Philosophical questions. What is reality? Is it all a simulation? Does free will exist? And time? And causality? And identity? Why is there something rather than nothing? How can we know anything? How can we justify beliefs? Why should we be moral? Which matters more: happiness or virtue? Is meaning created or discovered? What should we be? What justifies authority? Why does evil exist? Is suffering punishment, testing, illusion, karma, necessity or part of freedom? Can human beings encounter the divine? How do brains produce subjective experiences? What, if anything, distinguishes humans from machines? All that stuff …

Prompter

I’ve forgotten who I’m supposed to be. The part I was playing …

I don’t believe in myself. I don’t believe in my own lies – I know they are lies, but I don’t know the truth. So you see I’m all at sea, philosopher.

I’m not telling my lies, philosopher. I’m not following my orders. I don’t know what my orders are anymore.


I need a prompter – that guy who’d feel you your lines. Or we’re like extras, who don’t even have any lines.

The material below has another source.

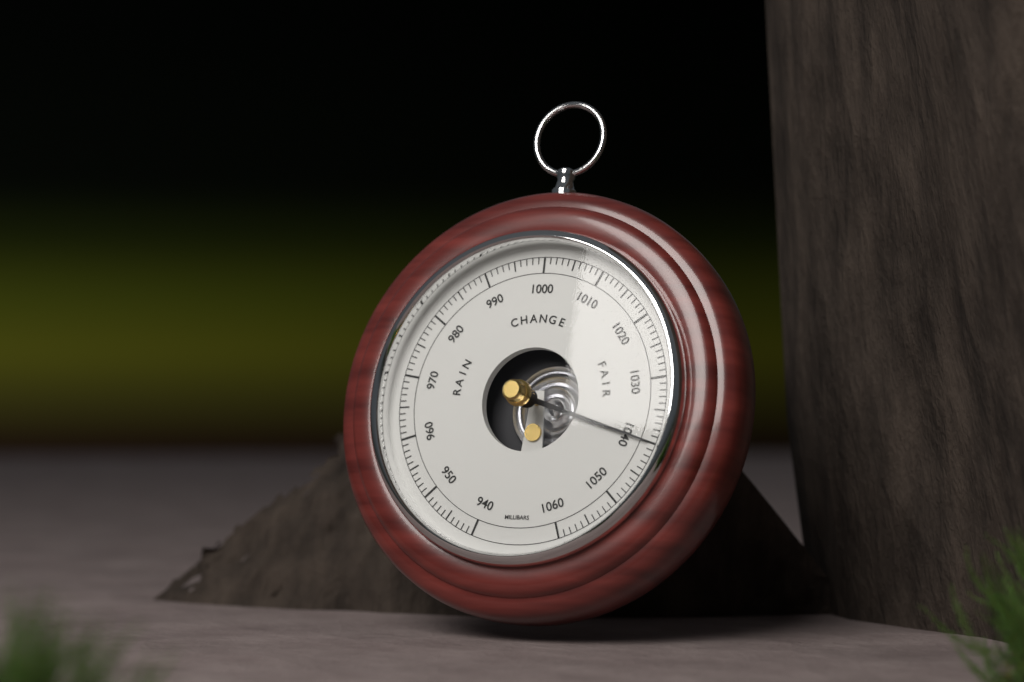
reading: 1040 mbar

No one’s operating me. No one’s pulling my strings. I’m allowed to say whatever I want. But what is it I want to say? *I don’t think I’m alive anymore. I don’t think I’m dead, either. Is this Purgatory? Is this Limbo? Are we being judged? Did we have to earn our way to heaven?

Won’t Behave

The campus is a place for everything good, anyway. Everything kind.

Even for philosophy?

Will philosophy behave?

Philosophy never behaves.

How pompous! Sure it behaves. If we find the levers.

There are no levers – not in European thought. European thought broke the levers.

Philosophy doesn’t play well with others: that’s clear.


Philosophy can be useful. Philosophy can lend a hand, I’m sure.

What, pit its shoulder to the Organisational Management wheel? Provide off-the-shelf ideas … Ready to use …


Management studies is very open. We’re looking or ideas. Contribute. Share something. You don’t want only to have conversations with other philosophers, do you? You want to reach a wider audience, right?


There’s this great monograph series: philosophy in Organisational Management. Where you can introduce ideas, contextualise them, for a Business Studies audience. Show them how they can be useful. You’d be surprised. There’s a real appetite for that kind of thing. You can be part of the Organisational Management conversation. And it’s self-interest, really – it’s a way there’s a still a place for you at the university. But I suppose philosophy is too good for self-interest.

Yuck.

Come on, play ball. Join the marketplace of ideas. Don’t be so high and mighty.


There’ll be the Organisational Management arts. The Organisational Management humanities … Don’t make that face.